Surrendering to “No”
“I say yes when I mean no
and the wrinkle grows.”
— Naomi Shihab Nye
Saying Yes When You Mean No
This summer, while I was trying to make everyone happy, I realized how much this quote applies to me.
I kept saying yes, even though I really didn’t want to say yes. And my wrinkle kept growing. I’ve done this since I was a little girl, so I really didn’t know any different. My subconscious mind always believed that if I didn’t please people or do what they said, they would cut me off and they wouldn’t love me.
But this summer, I realized that they actually didn’t love me—at least not in the way I want to be loved. The love we shared was based on attachment and co-dependency; the “if you do this for me, I will be nice to you” type of love. It was so glaring this time that I no longer cared if they cut me off. Pernilla, the adult, needed to protect Pernilla, the little girl.
Forgiveness, Surrender, and Avoidance
I began to see that the practice of radical forgiveness and surrender, when it comes from a place of fear and avoidance, can give people excuses.

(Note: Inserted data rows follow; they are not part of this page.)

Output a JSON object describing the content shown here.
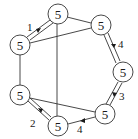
{
  "diagram": {
    "type": "graph",
    "node_radius": 10,
    "stroke_color": "#333333",
    "nodes": [
      {
        "id": "A",
        "label": "5",
        "x": 58,
        "y": 14
      },
      {
        "id": "B",
        "label": "5",
        "x": 101,
        "y": 25
      },
      {
        "id": "C",
        "label": "5",
        "x": 20,
        "y": 45
      },
      {
        "id": "D",
        "label": "5",
        "x": 123,
        "y": 72
      },
      {
        "id": "E",
        "label": "5",
        "x": 20,
        "y": 95
      },
      {
        "id": "F",
        "label": "5",
        "x": 105,
        "y": 114
      },
      {
        "id": "G",
        "label": "5",
        "x": 58,
        "y": 126
      }
    ],
    "edges": [
      {
        "from": "C",
        "to": "A",
        "style": "double",
        "label": "1",
        "arrow": "toward-A"
      },
      {
        "from": "A",
        "to": "B",
        "style": "single"
      },
      {
        "from": "A",
        "to": "G",
        "style": "single"
      },
      {
        "from": "C",
        "to": "B",
        "style": "single"
      },
      {
        "from": "C",
        "to": "E",
        "style": "single"
      },
      {
        "from": "B",
        "to": "D",
        "style": "double",
        "label": "4",
        "arrow": "toward-D"
      },
      {
        "from": "D",
        "to": "F",
        "style": "double",
        "label": "3",
        "arrow": "toward-F"
      },
      {
        "from": "F",
        "to": "G",
        "style": "single",
        "label": "4",
        "arrow": "toward-G"
      },
      {
        "from": "G",
        "to": "E",
        "style": "double",
        "label": "2",
        "arrow": "toward-E"
      },
      {
        "from": "E",
        "to": "F",
        "style": "single"
      }
    ],
    "edge_labels": {
      "ca": "1",
      "bd": "4",
      "df": "3",
      "fg": "4",
      "ge": "2"
    }
  }
}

It can create passivity and, in essence, become a spiritual bypass. If my surrender disguises my anger—if it suppresses or represses my feelings—then is it really surrender?

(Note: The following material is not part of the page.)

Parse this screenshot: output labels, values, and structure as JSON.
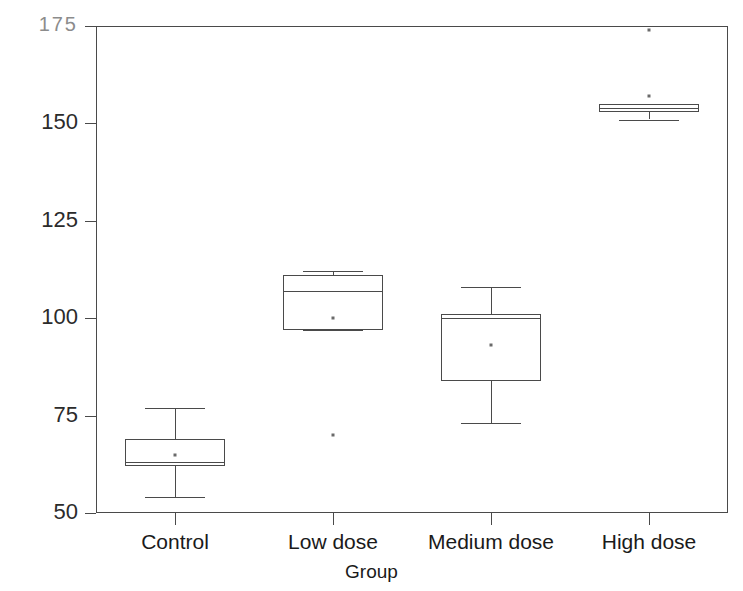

The practice of forgiveness and surrender, used this way, becomes an excuse. And when I don’t stand my ground, I give up a piece of myself. Denial is sneaky like this: when we don’t see the truth, we miss the small things we do to make life easier, or at least the small things we think will make life easier.
What Surrender Really Means
I realized that surrender is just as often “NO,” as it is “YES.”

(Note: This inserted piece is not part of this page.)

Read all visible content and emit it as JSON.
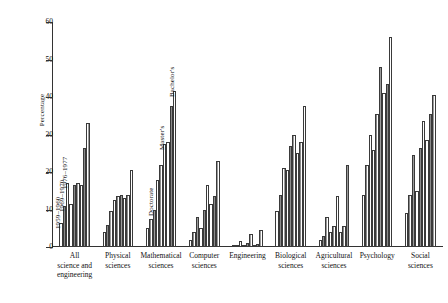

In fact, surrender really has nothing to do with yes or no. It’s simply letting go of control and attachment to outcomes, and trusting that things will work out the way they are supposed to.
We surrender to taking the hard road, the challenging road, the angry road. We surrender to the fact we cannot say yes. We surrender to the outcome of that no.
We surrender to the future and its outcome—maybe even to losing someone we love—because the relationship makes us feel uneasy and pressured. Sometimes so subtly we don’t even really know. We were so used to feeling that tightness in the upper abdomen that it didn’t seem out of the ordinary.
Learning to Say No
So, as I begin a third decade of sadhana, I’ve discovered this: I have to surrender to saying no.
I have to surrender to being difficult, to raising my voice. The true surrender happens when we step off the ledge without having any idea what will happen next—and being completely present and okay with it.
The body tells us so much about what works and what doesn’t. Yet even after 27 years sober, I am still often out of touch with my feelings and the signals my body gives me.
I was lucky. This summer, the universe gave me an impossible situation that forced me to finally say no when I meant no. And when I finally did, it just made sense. I wondered why I hadn’t done it earlier.
Compassion and Freedom
I encourage you: lead with compassion, but primarily compassion for yourself. Look at the places in your life that hold you back from truth, from freedom—your freedom to say what you want to say, do what you want to do, be who you want to be.
The inquiry is always: Do I surrender because I don’t want to fight? Or do I surrender because I’m unattached to the outcome?
It always has to be the latter. We surrender not because we passively let things go, but because we are unattached to what will happen. Sometimes choosing freedom hurts; it’s painful; and it can be heartbreaking to lose the ones you love.
But if you know that you say yes when you mean no, think for a moment—at what cost? Who am I forgetting? What am I afraid of?
The Truth of Saying Yes and No
Don’t do it.
When I say yes, when I mean no, I remain separate. I am still me, different from you.
But when I am true to myself, and no longer resist my own needs or wants, I slide into the present moment and the feeling of oneness—the place where we were intended to be.